So what do you guys think of the James Webb Space Telescope? Any chance we might make a huge discovery with it...

Just use glass mirrors that can roll up into a tube

Glass is a poor choice at low temperatures.

If they can roll up, they are too easily deformable and won't make as sharp or stable of an image.

>the James Webb is late and over budget
>implying that its per-year budget wasn't slashed in the 08 crisis
>implying that that didn't force push the expected launch date from 2011 to 2017 (now 2019)
>implying that the extra delay from 2017 to 2019 wasn't because when Obama took over his new NASA administrator (Charlie Bolden) decided to mandate two new instruments to be added, with no extra budget to support them
>implying that 8 extra years on the ground doesn't mean 8 more years of costs for:
>>storing the parts
>>testing, inspecting, and maintaining the parts
>>paying the salaries of people who are involved with the telescope
>>paying people to stick around as "consultants" even after their job is done in case something goes wrong with a part they worked on
>implying that the scientists involved didn't warn Congress of all of this as they cut the per-year budget
>implying that all of these extra expenses don't overwhelmingly go to private contractors that lobbied for the extensions
>implying that this isn't the only example of a NASA mission going over budget since the 90s
>implying that James Webb isn't turning over in his grave because the administration he built into an efficient powerhouse that brought us to the moon is getting strangled by bureaucracy, trickle-down corruption, and cronyism, all under his name

>invoking the name of Satan (Elon Musk) as a solution
>implying that using private contractors is ever a good idea for space exploration

NASA employees are government employees that will just sit on their asses all day
Having private contractors bid for contracts introduces competition that keeps down prices
Are you a fukkin commie or something?

>implying that the extra delay from 2017 to 2019 wasn't because when Obama took over his new NASA administrator (Charlie Bolden) decided to mandate two new instruments to be added, with no extra budget to support them

That's completely untrue. JWST has always had 4 instruments. The only change was the Candian TFI changing to NIRISS due to technical problems with the tunable filter etalon. Source:

www.jwst.nasa.gov/resources/JWST_SSR_JPG.pdf

A paper from 2006 showing all 4 instruments.

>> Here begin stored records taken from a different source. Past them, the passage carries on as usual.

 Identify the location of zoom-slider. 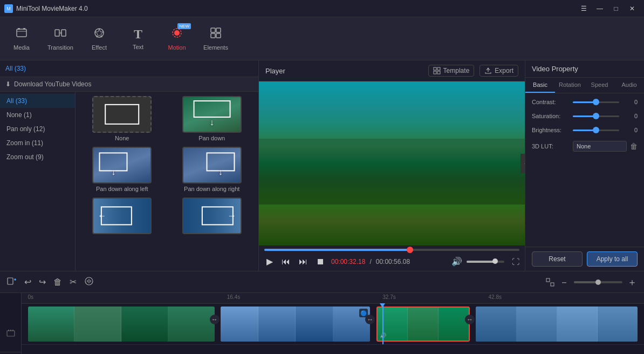
(598, 282). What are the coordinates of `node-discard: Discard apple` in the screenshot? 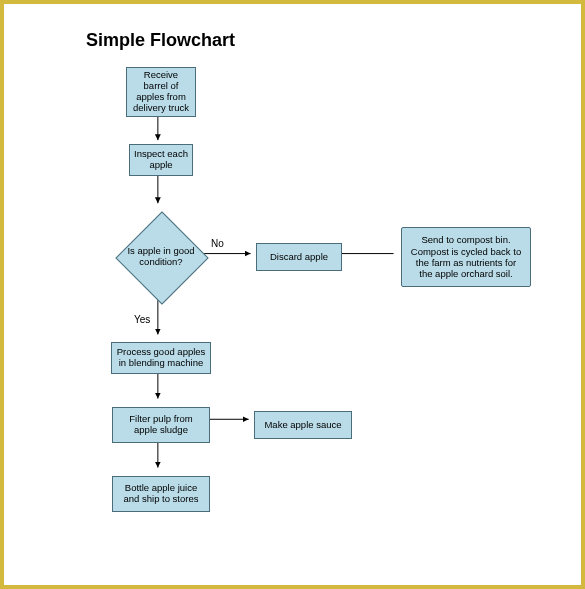 It's located at (299, 257).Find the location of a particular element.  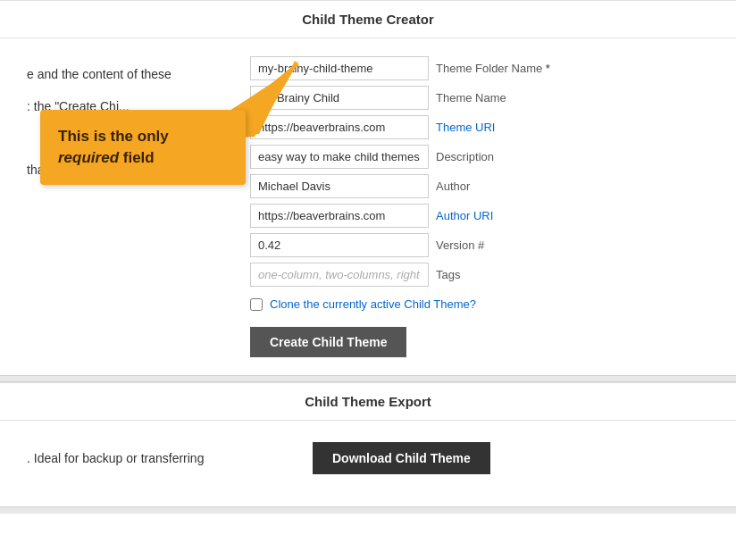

NASA employees tend not to be NASA employees for the government paycheck and benefits
They tend to be there because they love space and are passionate about it
They're not just underqualified normies sucking off the system, these are qualified scientists and engineers working their dream job

Competition and the free market only work in the limit of many suppliers and many demanders
If you have a single customer and 2-4 suppliers, the free market breaks down
Especially when the single customer is the government / Congress, which doesn't care about quality or price or getting a good deal, they just want it to be flashy and look good so they can campaign on it and get reelected, or the bribes/kickbacks they've gotten in return

Would you rather have space exploration be guided by scientists and engineers who are passionate and want to find/build/discover cool shit?
Or would you rather it be guided by CEOs, shareholders, boardmembers, and the congressmen they've bribed?

IMO the public and private sectors should never be mixed. Capitalism and Government tangle each other up and everyone is worse off in the end.

>It is currently built, tho. They finished testing it in a big vacuum chamber recently.

That's just the instrument. The telescope needs to be integrated with the spacecraft bus, which features guidance, control, and the sun shield that keeps the optics cool.

These are detectors.
Yes there are and always have been four detectors.
Yes, detectors are usually called instruments, so I probably misspoke
It would perhaps be more accurate to say that there were two new "features" added
One was a coronagraph added to the optics assembly.
the other was an improvement to the cryosystem
both of these, tbf, improved the final telescope

Those are instruments, that is the term in astronomy.

jwst.stsci.edu/instrumentation

Detectors are parts of the the focal planes. The instrument is the whole package.

>One was a coronagraph added to the optics assembly.

The NIRCam coronograph predates Obama.

trs.jpl.nasa.gov/handle/2014/41211

>the other was an improvement to the cryosystem

And the change in the MIRI cooling also predates Obama.